Gramm, who will deliver one of the keynote speeches, is now vice chairman of UBS Warburg, the investment arm of Switzerland’s biggest bank.

On Tuesday, a seminar is being held in Washington to sing the virtues of the Swiss financial regulatory environment to staff in Congress and federal regulatory agencies.

The New York event is a follow-up to a similar function in March last year under the banner “Swiss Plus”, a partnership of the Swiss Bankers Association, the SWX Swiss Exchange, the Swiss Financial Services Group and the Telekurs Group.

“The basic aim is to inform New York’s financial community about the strengths of the Swiss financial centre,” James Nason of the Swiss Bankers Association told swissinfo.

Banking secrecy

“It’s also to hammer home the message that Swiss financial privacy certainly does not protect terrorists and criminals, if that was ever a worry, and to tell people that Switzerland is a very well regulated international financial centre,” he added.

Although the issue of dormant accounts from the Holocaust era clouded relations between Switzerland and the US several years ago, it is now considered by many to be a closed chapter.

“That was obviously a very big issue several years ago. It has reduced now in salience… the court is distributing money now but that wasn’t really the catalyst for this information event,” Nason commented.

Myths

“It was more a realisation that today you can’t just sit in an armchair and expect the world to understand you. You have to get off your backside and proactively tell the world about certain things, to demolish myths and legends and inform people about the real state of affairs in your financial centre,” he added.

The Bankers Association has been at pains over the years to quash the myth that anyone can walk into a Swiss bank with a suitcase of cash and open an account or that anyone can open an anonymous account. Nason says such ideas are “straight out of thriller books”.

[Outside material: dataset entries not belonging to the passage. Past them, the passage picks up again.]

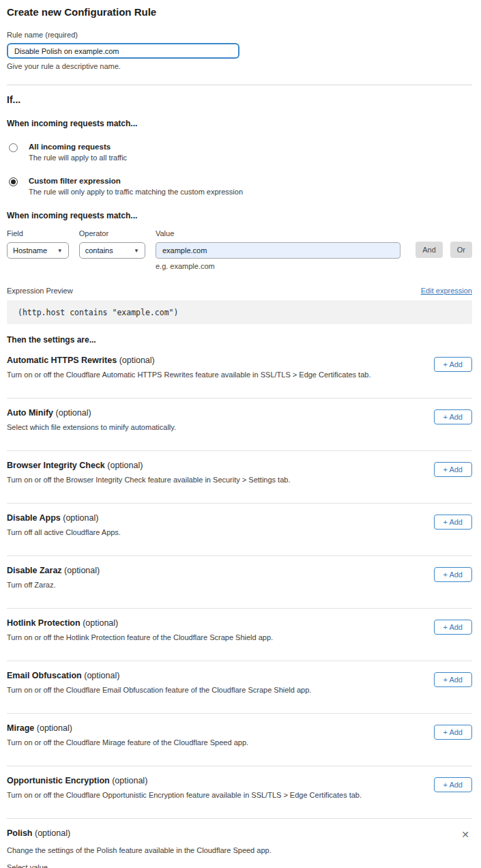 Image resolution: width=481 pixels, height=868 pixels. I want to click on setting-row: Auto Minify (optional) Select which file…, so click(239, 424).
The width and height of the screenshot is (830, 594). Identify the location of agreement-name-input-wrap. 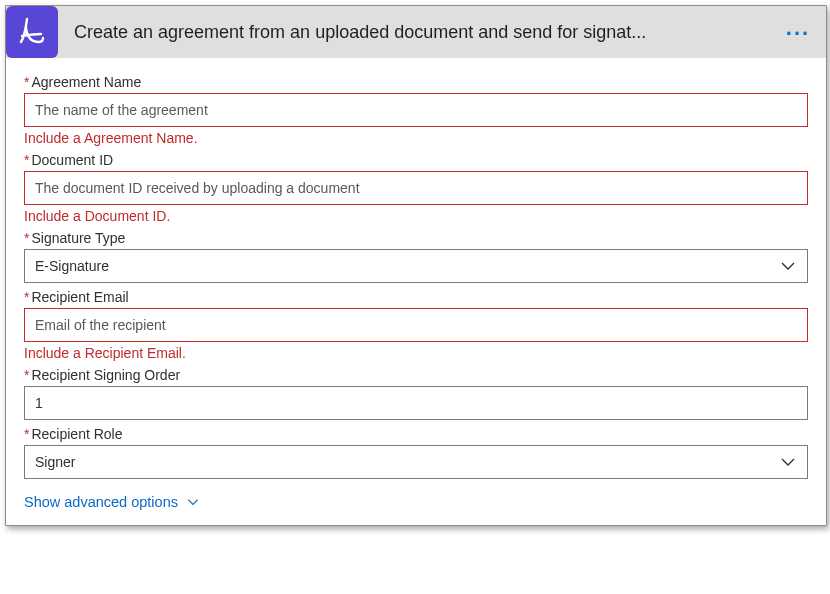
(416, 110).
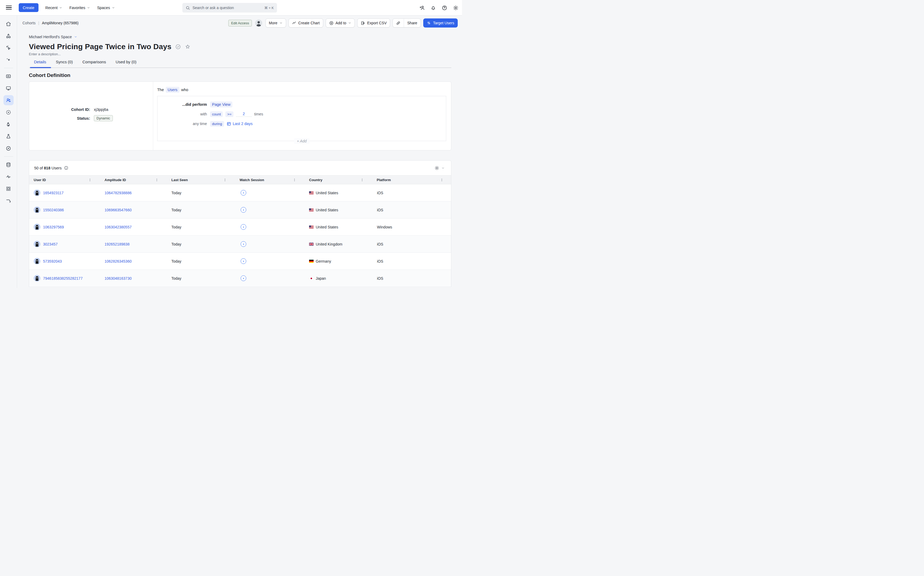 Image resolution: width=924 pixels, height=576 pixels. I want to click on tab-used-by: Used by (0), so click(126, 63).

“Also since September 11, there were reports flying around initially that the terrorists had their money in places like Switzerland, where financial privacy is sacrosanct.

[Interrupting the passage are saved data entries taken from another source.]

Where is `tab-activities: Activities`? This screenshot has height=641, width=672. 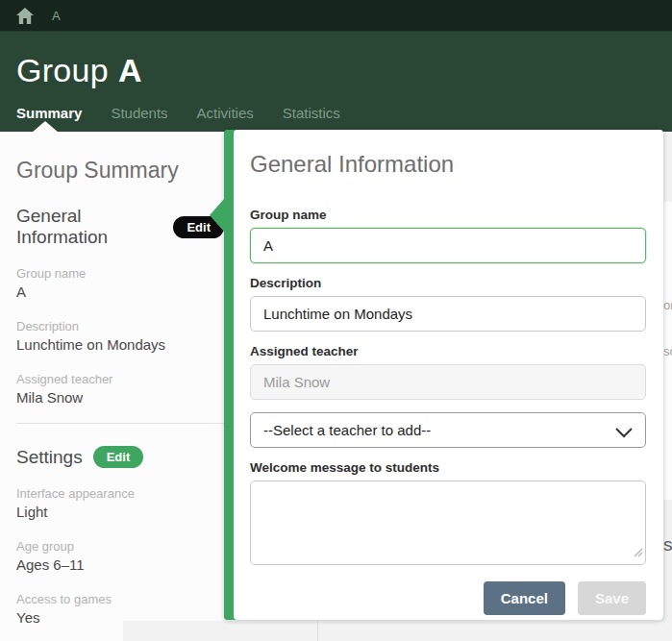
tab-activities: Activities is located at coordinates (225, 113).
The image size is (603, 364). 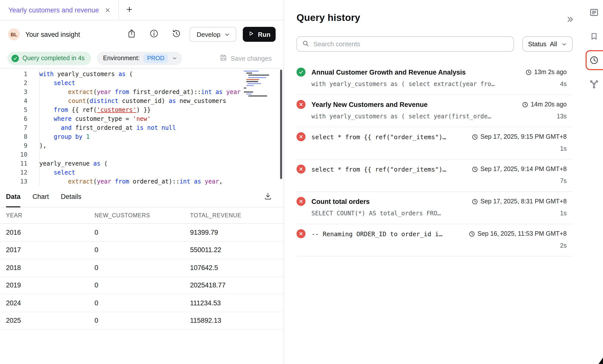 What do you see at coordinates (405, 44) in the screenshot?
I see `search-box` at bounding box center [405, 44].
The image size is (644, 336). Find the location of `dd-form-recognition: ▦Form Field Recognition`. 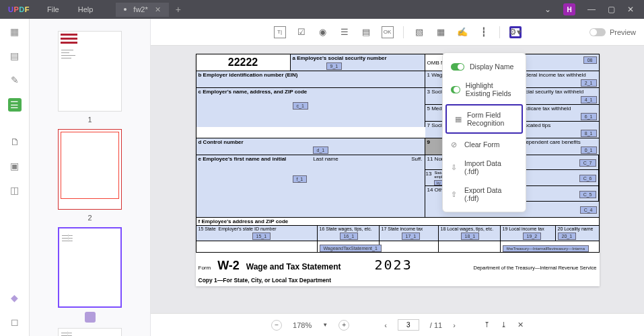

dd-form-recognition: ▦Form Field Recognition is located at coordinates (485, 119).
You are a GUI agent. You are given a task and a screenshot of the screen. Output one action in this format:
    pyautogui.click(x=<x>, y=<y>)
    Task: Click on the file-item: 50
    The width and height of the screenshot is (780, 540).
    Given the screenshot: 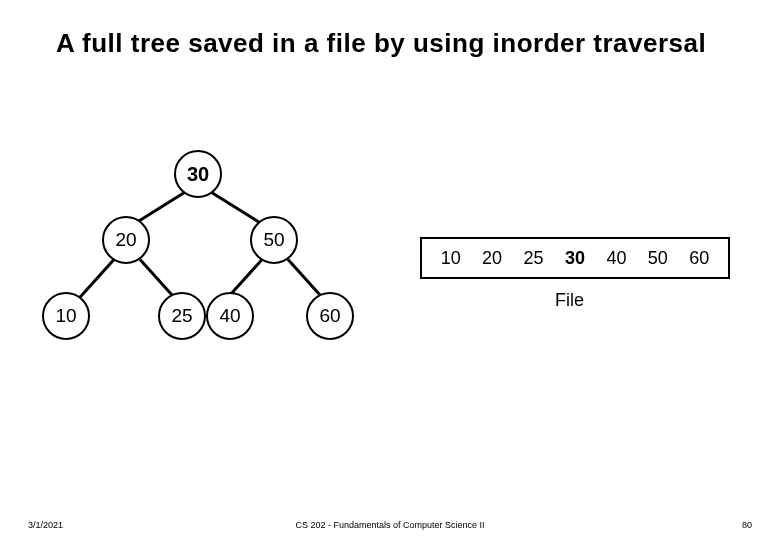 What is the action you would take?
    pyautogui.click(x=658, y=258)
    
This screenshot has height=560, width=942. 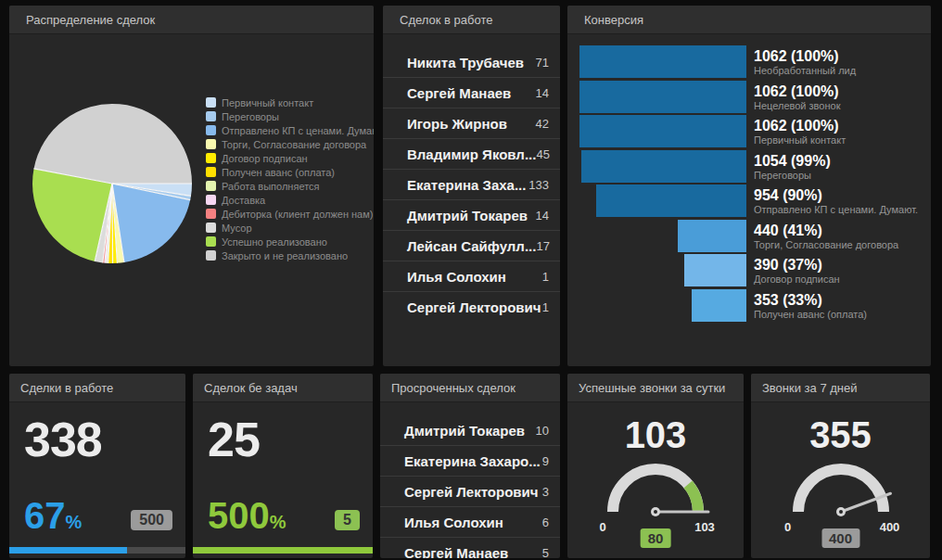 I want to click on gauge-target-badge: 400, so click(x=840, y=538).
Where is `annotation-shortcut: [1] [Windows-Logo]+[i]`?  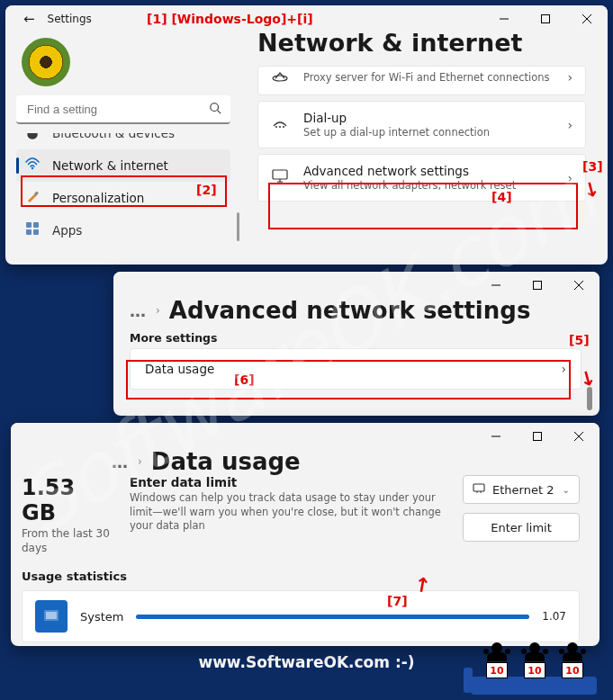 annotation-shortcut: [1] [Windows-Logo]+[i] is located at coordinates (230, 19).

“We try to explain that Swiss financial privacy or bank customer confidentiality isn’t 100 per cent absolute. When a criminal investigation is underway, it simply doesn’t exist,” he added.

Some 300 people from New York’s financial community, including stock dealers, investment bankers, financial advisers and institutional asset managers, have been invited to Wednesday’s event.

Brains trust

The panel discussion, a kind of brains trust on stage, takes place at the Metropolitan Club.

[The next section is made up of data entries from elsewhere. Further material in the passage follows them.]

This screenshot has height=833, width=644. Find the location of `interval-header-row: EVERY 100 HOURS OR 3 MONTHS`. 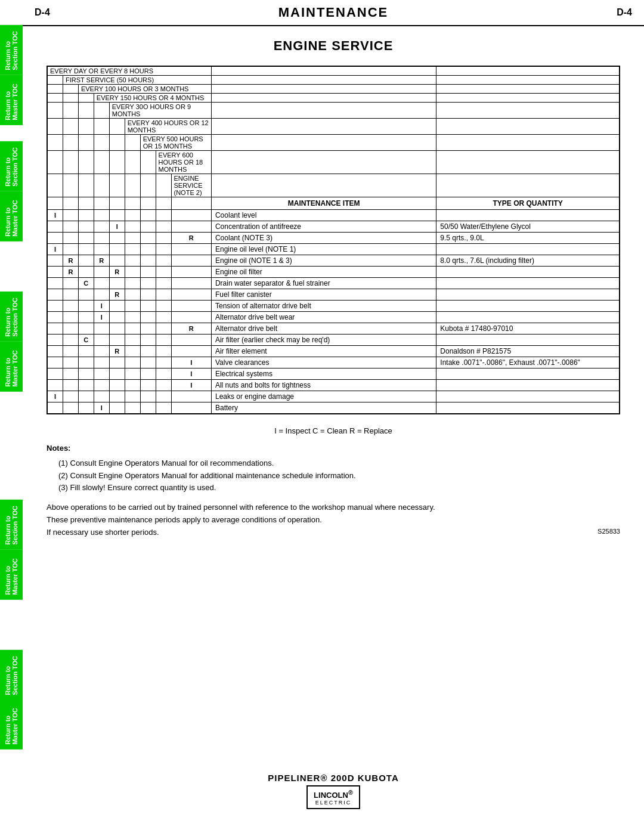

interval-header-row: EVERY 100 HOURS OR 3 MONTHS is located at coordinates (334, 89).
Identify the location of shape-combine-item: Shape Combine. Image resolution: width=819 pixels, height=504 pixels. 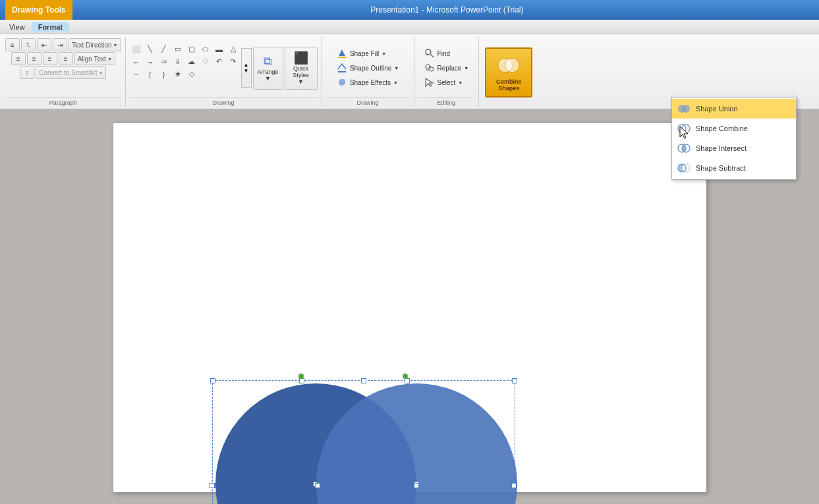
(734, 128).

Speakers include Urs Roth, CEO of the Swiss Bankers Association, Daniel Zuberbühler, director of the Swiss Federal Banking Commission, Swiss private banker Pierre Mirabaud, and John Fund, a member of the Wall Street Journal’s editorial board.

Nason told swissinfo that the panel might have to field questions about what progress Switzerland is making in tracking down and freezing terrorist-connected funds.

He said other subjects were likely to be corporate governance and accounting standards in Switzerland after the Enron and WorldCom scandals in the US and what Switzerland is doing to fight money laundering.

“It’s an open floor, which is really the idea. Our guests can ask what they like to inform themselves about the Swiss financial centre,” Nason said.

Entertaining the elite of the Big Apple’s financial world comes with a hefty price tag, but Nason thinks the money is well spent.

“You can’t take 300 New York financial professionals out for a hamburger and chips.

“You have to do things properly because these are very busy people who probably have dozens of invitations every week to functions such as these. And yes, certainly, it’s not cheap.”

swissinfo, Robert Brookes

Under the banner Swiss Plus, Switzerland is showcasing its financial centre in New York.

Wednesday’s event will feature a panel discussion and a dinner attended by this year’s Swiss president, Pascal Couchepin, and former Texas senator Phil Gramm.

The idea is to inform New York’s financial community about the strengths of the Swiss financial centre.

The event is also to hammer home the message that Swiss banking secrecy does not protect terrorists and criminals.

Some 300 New York financial professionals have been invited to the function at the Metropolitan Club.